Just recently got my paws on “The History of Yumin Village (渔民村村史)”. Yumin Village, of course, was the village that Deng Xiaoping visited in 1984, during his first inspection trip to the SEZs. Xi Jinping followed up with a visit in 2012. So yes, this village has played an important symbolic role both in the ideological construction of post-Mao society and in representations of pre-reform Shenzhen Bao’an County. What struck me as I flipped through the pages was how this transformation can be readily represented in the changing typology of “farmer housing (农民房)”.
So, the houses that Deng Xiaoping visited in 1984 were private homes or “villas (别墅)” that had been built for the thirty-three member families of the village in 1980.
As one can see in this early photo, Yumin Village was a tight neighborhood, very much like a suburban enclave, except built in the middle of wetlands and fishing polders. This layout is exactly like the layout in recently visit Dachan Village in Shekou; the first generation of Shenzhen farmer houses were individual family homes. When built by the collective, the first generation of Shenzhen farmer homes represented a realization of a collective ideal for a new village.
Also of note in this picture: the fishing ponds and water in the right of the picture will be soon reclaimed and the Shenzhen River (to the right) channelized. During the process of channelizing the Shenzhen River, the Lok Ma Chau area was created.
Pictures of Deng Xiaoping visiting one of these newly built homes, emphasize the size and cleanliness of the rooms, as well as the placement of electronics (especially televisions), comfy chairs in the main room, and auspicious symbols. In 1984, these amenities were only available to high-ranking urbanites in Beijing and Shanghai, let alone poor fish farmers and their families.
In 1995, when Shenzhen celebrated its 15th anniversary, models of these rooms were displayed in exhibitions throughout the country. This was, however, a bit of “after-the-fact” construction of ideology because by 1995, Yumin Village had already built handshakes.
As this picture from the early 90s shows, Yumin Village had already become an important arrival village for migrants, both rural and urban, who worked in the Luohu area. Also of note, the density of the construction which has expanded village holdings into reclaimed wetland and ponds. Note also that the Shenzhen River has been channelized.
The point, of course, is that in 1984, the private homes of Yumin Village represented Deng’s idea of “little happiness (小康)” or a basic standard of living for all Chinese families. However, by the time of his 1992 Southern Tour, villagers had already begun transforming their private homes and collective fishing ponds into capitalist property.
In 2001, not even twenty years after Deng Xiaoping’s first visit to Shenzhen and just under a decade after his second, Yumin Village was renovated (旧改). As with previous transformations, the number of individual and collective village rental properties increased. However, unlike previous transformations, with renovation, the Municipality took the lead in bring village buildings into alignment with contemporary high-rise aesthetics.
Today, Yumin New Village Community remains an arrival neighborhood for low-income migrants who work in Luohu. Importantly, Yumin and Baishizhou are both considered “urban villages (城中村)”.
Point du jour is simply to complicate understandings of urban renewal projects and their discontents. What the pictures of Yumin Village illustrate is that in terms of Shenzhen history, handshake villages are a second generation of “new” village. They are have been constituted (both historically and ideologically) as a transitional form moving toward contemporary aesthetics. This transition occurs at both the level of society and at the level of the individual migrant. This explains, on the one hand, the differences between Yumin, which began renovations in 2001 and Dachong, which began renovations in 2006. It also explains the enduring ideology that the point of landing in an urban village is to earn enough to move out AND up.
Also of note: many in the Municipality’s government recognize the need for affordable housing as well as the role that urbanized villages have played in providing that housing. Consequently, renovated villages (like Shuiwei and Xiasha, for example, but also Gangxia and Caiwuwei for that matter) have retained upgraded handshakes to provide housing for low income workers in the immediate neighborhood.
In many ways, current Shenzhen debates about the place of urban villages within the city’s landscape echo discussions of conspicuous construction in places like NYC and London, where high-rises and rising property values have made it nearly impossible for young and low-income people to reside in desired parts of the city.
Just crazy how much changed in those few decades! Here in my (boring) german home towni can tell what was build new during the past thirty years…nearly nothing, some buildings got new windows and that’s it 😀
Everytime I visit xi’an the city changed a bit, would be nice to see a decade long time lapse video of quickly developing chinese cities.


▶ _WORK INSTRUCTION_
Each record below must be written out again in exactly the same form.

================

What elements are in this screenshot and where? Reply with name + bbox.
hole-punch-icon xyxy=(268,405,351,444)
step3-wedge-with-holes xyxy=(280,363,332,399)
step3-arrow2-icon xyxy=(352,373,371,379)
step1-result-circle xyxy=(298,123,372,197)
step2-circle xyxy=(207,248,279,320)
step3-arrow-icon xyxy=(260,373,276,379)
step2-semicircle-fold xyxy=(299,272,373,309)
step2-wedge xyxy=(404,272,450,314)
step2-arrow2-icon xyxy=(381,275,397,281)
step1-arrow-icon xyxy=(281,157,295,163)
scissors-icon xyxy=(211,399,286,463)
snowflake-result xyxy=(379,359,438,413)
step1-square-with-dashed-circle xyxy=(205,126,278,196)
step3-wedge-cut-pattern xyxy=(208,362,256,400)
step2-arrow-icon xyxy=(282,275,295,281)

================

▶ _ANSWER BOX_
What elements are in this screenshot and where? Reply with name + bbox.
hole-punch-icon xyxy=(268,405,351,444)
step3-wedge-with-holes xyxy=(280,363,332,399)
step3-arrow2-icon xyxy=(352,373,371,379)
step1-result-circle xyxy=(298,123,372,197)
step2-circle xyxy=(207,248,279,320)
step3-arrow-icon xyxy=(260,373,276,379)
step2-semicircle-fold xyxy=(299,272,373,309)
step2-wedge xyxy=(404,272,450,314)
step2-arrow2-icon xyxy=(381,275,397,281)
step1-arrow-icon xyxy=(281,157,295,163)
scissors-icon xyxy=(211,399,286,463)
snowflake-result xyxy=(379,359,438,413)
step1-square-with-dashed-circle xyxy=(205,126,278,196)
step3-wedge-cut-pattern xyxy=(208,362,256,400)
step2-arrow-icon xyxy=(282,275,295,281)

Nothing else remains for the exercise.